Why the Strait of Hormuz matters

The Strait of Hormuz is a narrow choke point between the Persian Gulf and the Gulf of Oman. Roughly a fifth of the world's oil passes through it daily. Any disruption there sends prices soaring. A reopening, by contrast, eases supply fears and removes a major geopolitical risk premium from the market. Morgan Stanley's analysts factored that logic into their new projections, though the bank did not specify the exact price targets it now expects.

The effect on oil prices

Stable oil prices are the immediate promise of a reopened Strait of Hormuz. Without the constant threat of a blockade or military escalation, traders can price crude based on supply and demand rather than fear. That stability could help contain inflation and reduce volatility for businesses that depend on energy costs. But it also removes a cushion that has kept prices elevated for months.

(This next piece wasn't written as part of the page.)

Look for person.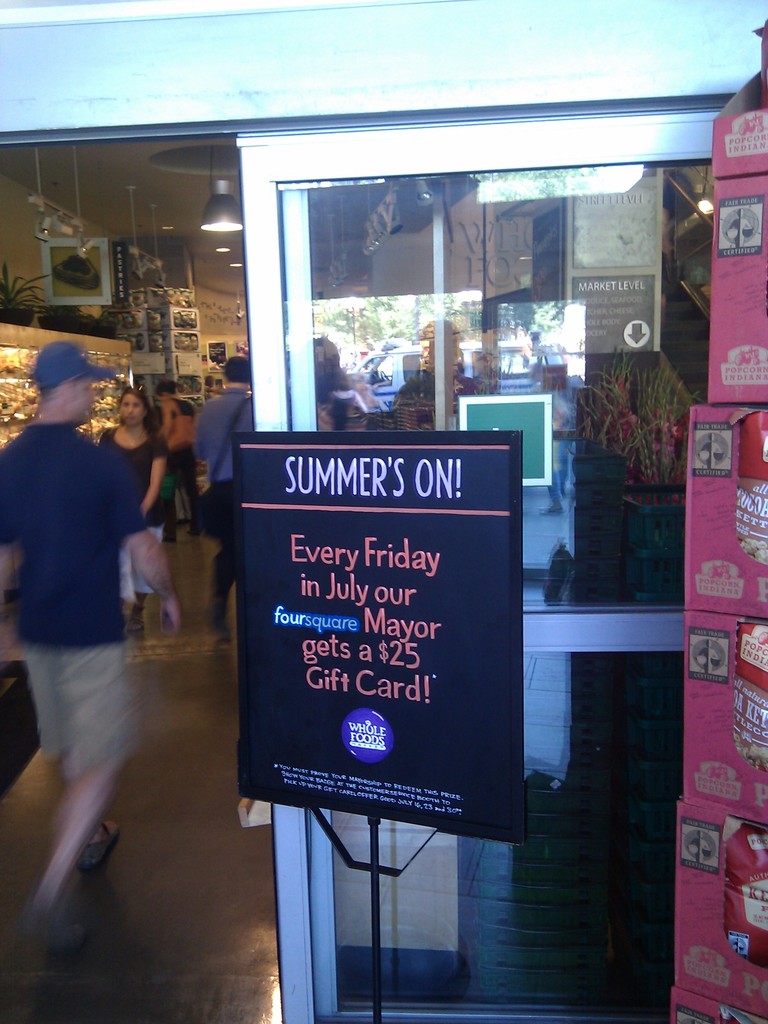
Found: [145, 376, 194, 568].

Who benefits, who gets squeezed

Energy-intensive industries—think airlines, shipping companies, manufacturers, and chemical firms—stand to gain the most. Lower and more predictable fuel bills improve their margins and make long-term planning easier. On the other side, high-cost oil producers face mounting pressure. With the Strait open, global supply becomes more reliable, and the price floor that protected expensive extraction—such as deepwater or shale operations in certain regions—could weaken. These producers may need to cut output or accept thinner profits just to stay competitive.

The deal itself is not yet final. Details of the US-Iran agreement remain vague, and implementation timelines are unclear. Morgan Stanley's forecast cut assumes a reopening happens, but if negotiations stall or collapse, the bank might have to reverse course. For now, the market is watching for any sign that the Strait will actually reopen—and how quickly.